Sorkin Lives: Mediating the post-9-11 US political mind in The West Wing

Curator's Note

It was an entire season before The West Wing offered its most powerful and eloquent response to the lingering trauma of 9/11, following its initial 'storytelling aberration' less than a month after the terrorist attacks. Aaron Sorkin may have ushered in a rhetorical style rarely before heard on network TV, but he did so using language and dramaturgy deeply entangled in concerns of US politics and cultural identity.

The season four opener ("20 Hours in America") finds President 'Jed' Bartlet returning from the campaign trail (leaving three other colleagues stranded in the American mid-West) to news that pipe bombs were detonated during a 'swim meet' at the fictional Kennison State University, killing 44 people and wounding over a hundred. Paralleling the 1999 Columbine High School massacre, this act of domestic terrorism involving troubled teens moves deputy communications director, Sam Seborn to write an electrifying sermon of national unity.

Building toward narrative catharsis illustrated in the clip is common to The West Wing. The use of the sound bridge — the rumbling, mournful, tones of Tori Amos' singing "I Don’t Like Mondays" — ties together different spaces, locations and time zones. Escalating toward Bartlet delivering his speech with dialogue crafted for effect, language used like musical notation, with a rhythm, clarity and image of its own.

Adroit wordplay with a precise staccato rhythm defined how politics was communicated in The West Wing (especially in the first 4 seasons). President Bartlet led by the power of words. His oratory had a symphony-like structure to it, functioning, as Sorkin describes, like ‘solos’; and, as this sequence illustrates, the scene moves from the ensemble (assembled around different television screens, echoing how 9/11 played out); and advances toward the solo, in which the President through soaring eloquence offers patriarchal benediction.

Patriotism and promise—woven into the fabric of this speech are threads of the American rhetorical tradition. Redemption is preached with scriptural passion. This is the old-fashioned art of US political oratory stretching from John F. Kennedy to Abraham Lincoln and as far back as the farmers who made revolution. Within the DNA of this speech are traces of how language is used to talk about what it fundamentally means to be American. Sorkin understood only too well how words and texts have the force to reform politics, even change government—something indeed a little known Senator from Illinois also appreciated.

Comments

What a nice analysis, Janet. Thanks for sharing!

That sequence makes me think of Boston Legal (2004-2008), another primetime show whose speeches are "used to talk about what it fundamentally means to be American" (albeit, a rather liberal-minded one). Indeed, as President Bartlet passionately and vigorously delivers Sorkin's words, Alan Shore (James Spader) oft does the same with David E. Kelley's. Granted, the styles of Sorkin and Kelley differ, but both men, it seems, clearly "understand how words and texts have the force to reform politics, even change government."

Great post, Janet.

Your mention of the "Isaac and Ishmael" 'storytelling aberration' is important, especially since over time, that episode seems to have been unilaterally panned (perhaps unfairly) as much as the Seinfeld finale has been.

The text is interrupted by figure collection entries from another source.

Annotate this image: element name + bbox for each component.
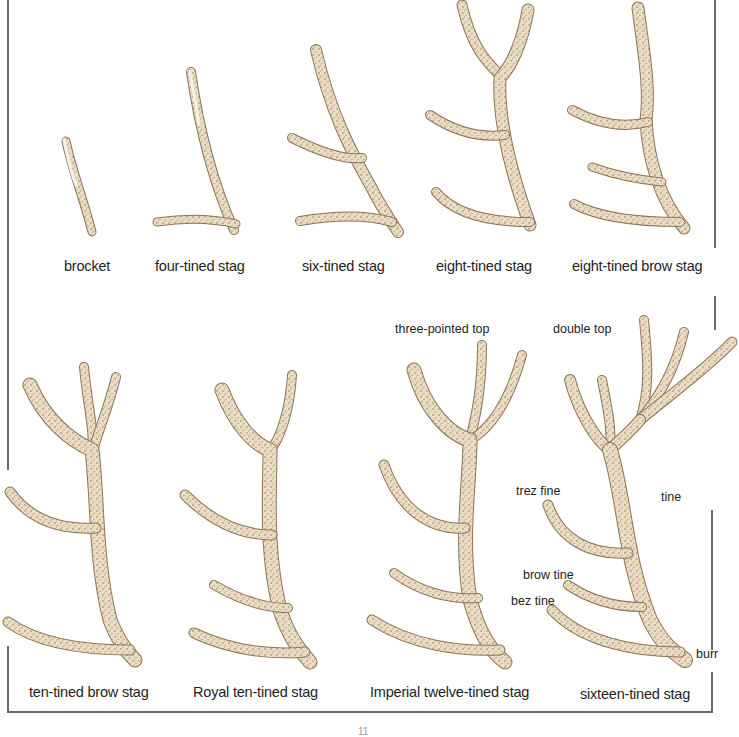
antler-royal-ten-tined — [185, 375, 310, 662]
caption-royal-ten-tined-stag: Royal ten-tined stag — [193, 684, 318, 700]
caption-six-tined-stag: six-tined stag — [302, 258, 385, 274]
caption-four-tined-stag: four-tined stag — [155, 258, 245, 274]
antler-six-tined — [292, 50, 398, 232]
caption-imperial-twelve-tined-stag: Imperial twelve-tined stag — [370, 684, 529, 700]
antler-four-tined — [157, 72, 236, 230]
antler-brocket — [64, 140, 92, 232]
antler-imperial-twelve-tined — [372, 345, 522, 662]
antler-eight-tined-brow — [572, 8, 684, 228]
caption-eight-tined-stag: eight-tined stag — [436, 258, 532, 274]
antler-eight-tined — [430, 5, 530, 225]
antler-ten-tined-brow — [8, 367, 135, 660]
caption-brocket: brocket — [64, 258, 110, 274]
annotation-brow-tine: brow tine — [523, 568, 574, 582]
annotation-tine: tine — [661, 490, 681, 504]
page-number: 11 — [358, 726, 368, 737]
annotation-trez-tine: trez fine — [516, 484, 560, 498]
annotation-three-pointed-top: three-pointed top — [395, 322, 490, 336]
caption-ten-tined-brow-stag: ten-tined brow stag — [29, 684, 149, 700]
caption-sixteen-tined-stag: sixteen-tined stag — [580, 686, 690, 702]
annotation-double-top: double top — [553, 322, 611, 336]
antler-sixteen-tined — [548, 320, 732, 660]
caption-eight-tined-brow-stag: eight-tined brow stag — [572, 258, 702, 274]
annotation-bez-tine: bez tine — [511, 594, 555, 608]
annotation-burr: burr — [696, 647, 718, 661]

There's an irony embedded in the clip you've included: Sam Seaborn's moving speech (of course, fictional) was written in the car ride over to the event at which the president spoke, but the meticulously produced episode appeared a full year after 9/11. And Sorkin's initial response (the "Isaac and Ishmael" episode) to that tragic day was produced merely a few weeks later ... and thus maybe could not have achieved the impressive style that you describe in your post about "20 Hours in America"?

This speech,like no other in TWW, shows how Bartlet has access to the American dreamscape like no one else on the show. And while Santos (Bartlet's successor) is supposed to embody the dream, he lacks the presidential voice that enables Bartlet to display the dream before us, Aaron Sorkin's signature writing.

Add new comment

Log in or register to add a comment.